Jesse Conway said, “Very.” He looked at her again, closely. She’d made up her lovely face so that it was very pale. The lipstick she’d used was almost lavender. There was a deep smudge of purplish eye shadow on her lids.
“You look white as death,” Jesse Conway said. He bit the last word off suddenly.
“That’s the idea,” Anna Marie told him. “Now give me about twenty bucks and you can tell me good night. Tomorrow come in and get all my clothes out of here, and all the make-up and stuff I left on top of the dresser. I’ll let you know where to send it, along with some more money.”
He rose and stood looking at her, twisting his hat brim between his fingers. At last he said, “Anna Marie, you’re insane.”

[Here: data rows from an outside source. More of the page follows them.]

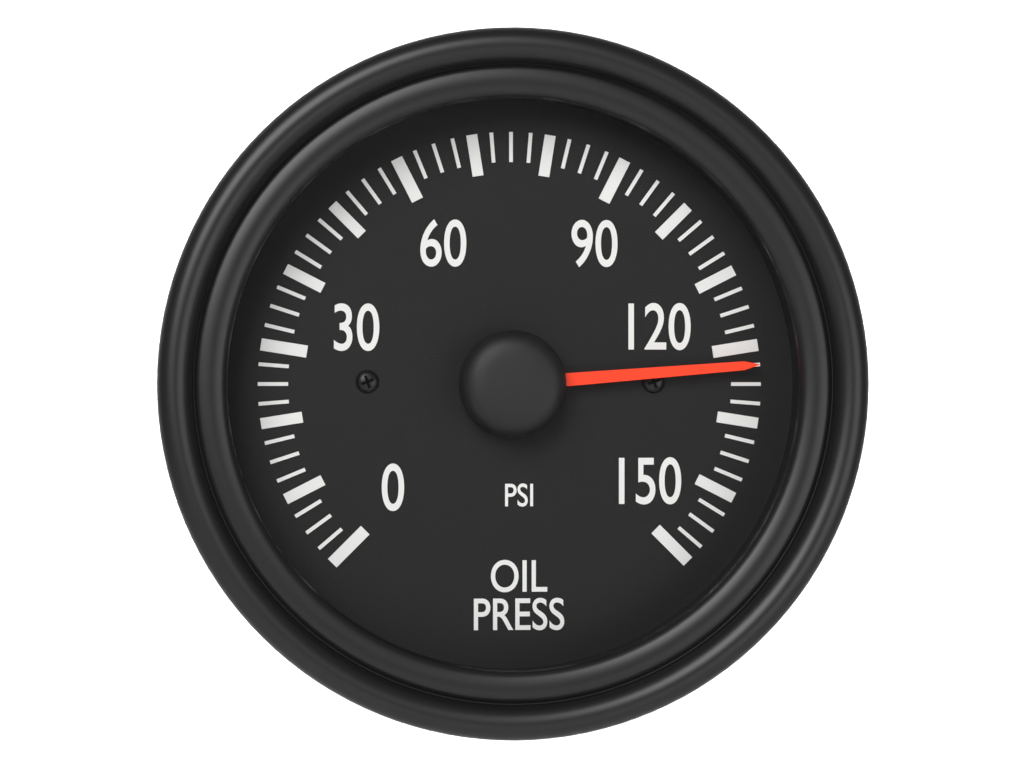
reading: 122.5 psi
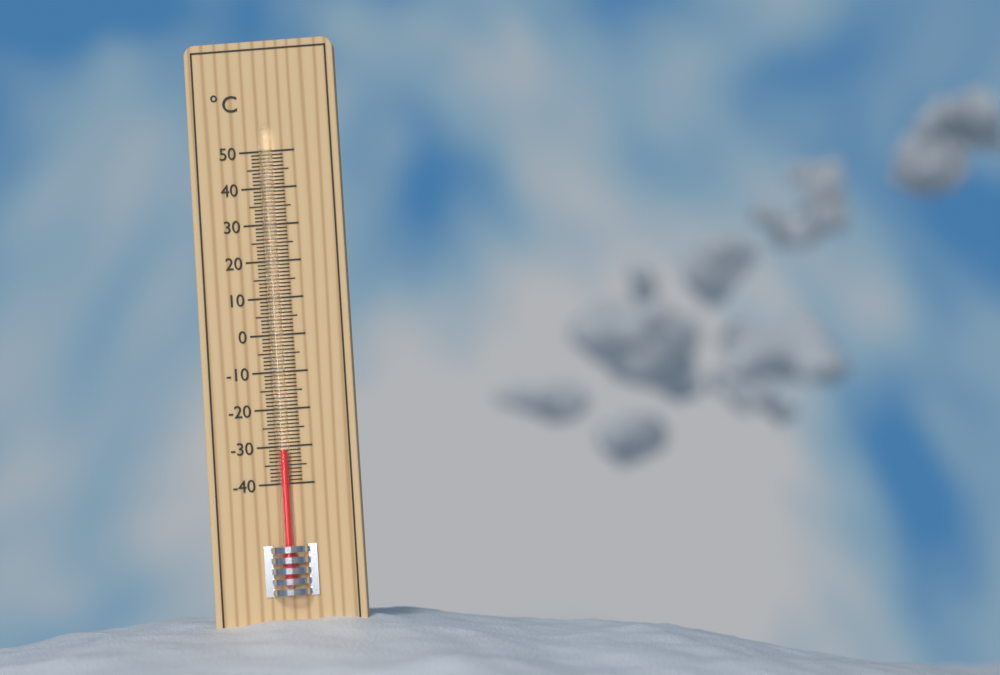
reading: -31 °C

“Maybe,” she said lightly. She shrugged her shoulders, took a cigarette from her pink enamel case and lit it. “People have been known to go insane, waiting for weeks to be led to the electric chair.” She blew out a cloud of smoke and looked at him through it, her eyes narrowed. “And you know, I bet you’d never have come near me tonight except for that lucky accident of the confession—which you had nothing to do with.”

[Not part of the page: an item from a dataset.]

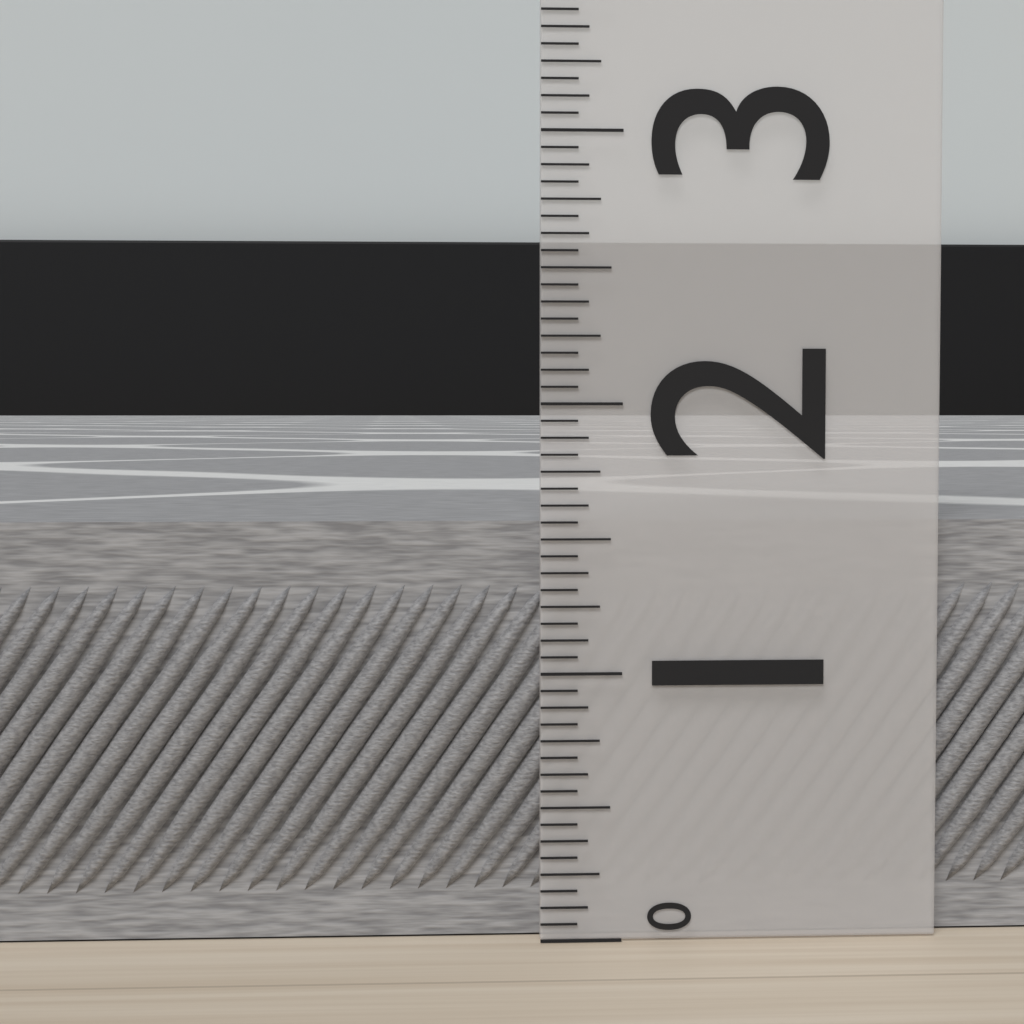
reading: 1.5625 (no unit)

He tried to meet her eyes, failed, and sank down on the yellow brocade love seat, looking at the floor, wordless. Anna Marie stood for a moment, watching him. It was hard not to feel sorry for a man who seemed so anxious, so dejected—and so guilty.

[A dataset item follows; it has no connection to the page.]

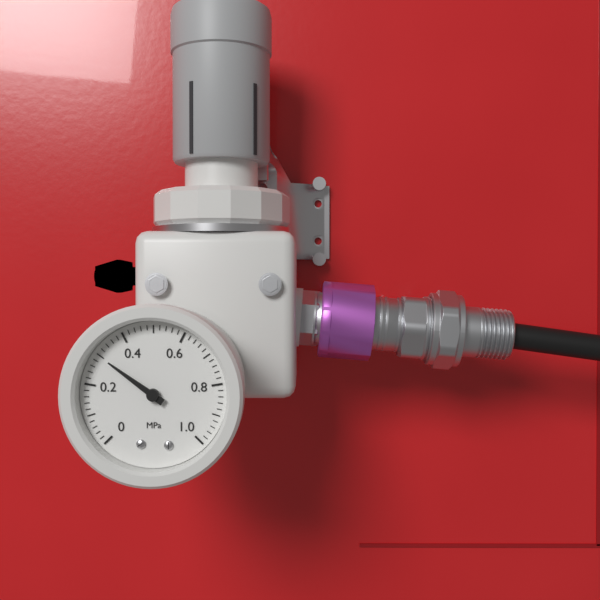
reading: 0.30 MPa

Jesse Conway was middle-aged, well dressed, and dignified. His hair was gray, but it was still heavy, and carefully brushed. He had a handsome, deeply lined face, though the eyes were just a trifle bloodshot, and the lips twitched ever so little when they should have been in repose. A fine figure of a man, his friends said.
“Believe me,” he muttered, “believe me, Anna Marie, it was none of my doing. I couldn’t help it. I knew you were being framed.”
“And you helped them frame me,” sh
e said without bitterness, almost gaily. “My own lawyer.”
“No,” he said, looking at the floor. “No, that isn’t true. But my hands were tied, and you know it. Why, you were convicted before I was even engaged as your lawyer. And even then”—he crumpled a handkerchief between his palms, looked away—“you had the wrong lawyer, that’s all.”
Anna Marie remembered the weeks spent in the death cell and laughed harshly. “That’s no news to me.”
“You don’t understand,” he said dully. “That isn’t what I meant at all. There’s one lawyer who might have spared you this. He’s not afraid of anything or anybody. They say he’s as crooked as a worm in an apple, but nobody can buy him if he doesn’t want to be bought. At your trial the judge and the jury were fixed, but even with that he might have come up with something. I even thought”—he paused—“it’s a damned shame that”—paused again and finally said, looking up, “I mean John J. Malone.”
Anna Marie frowned. She sat down on the arm of a chair, swinging her foot. “I’ve heard about him.”
“He’s a little guy,” Jesse Conway said, “short and stocky, with dark hair and a red face. Always looks mussed up. He’s a souse and a dame chaser and a gambler, but he’s a damn smart lawyer.”
“Yes,” she said, nodding slowly. “That’s the one.”
“He hangs out in Joe the Angel’s City Hall Bar,” Jesse Conway said. “He’s got an office somewhere on Washington Street. The address is in the phone book, in case you ever need him.” He smiled mirthlessly. “As you probably will, if you do what I think you’re going to do.”
“I’m not going to do any murders,” Anna Marie said. She stood up and tucked her purse under her arm. Then she, too, smiled. “Unless scaring people to death counts as murder.” Her eyes softened suddenly, almost with pity. “What are you being so damn helpful for?”
The gray-haired man looked past her, his face haggard, his hands clenched together between his knees. “Because,” he said hoarsely. “Because. Today, all day. It was a kind of murder, you know. They were murdering you. And nothing I could do, not one damn thing.” He sucked in his breath sharply. “It was an accident, you know. The confession. It just happened that way. It was a lucky accident.”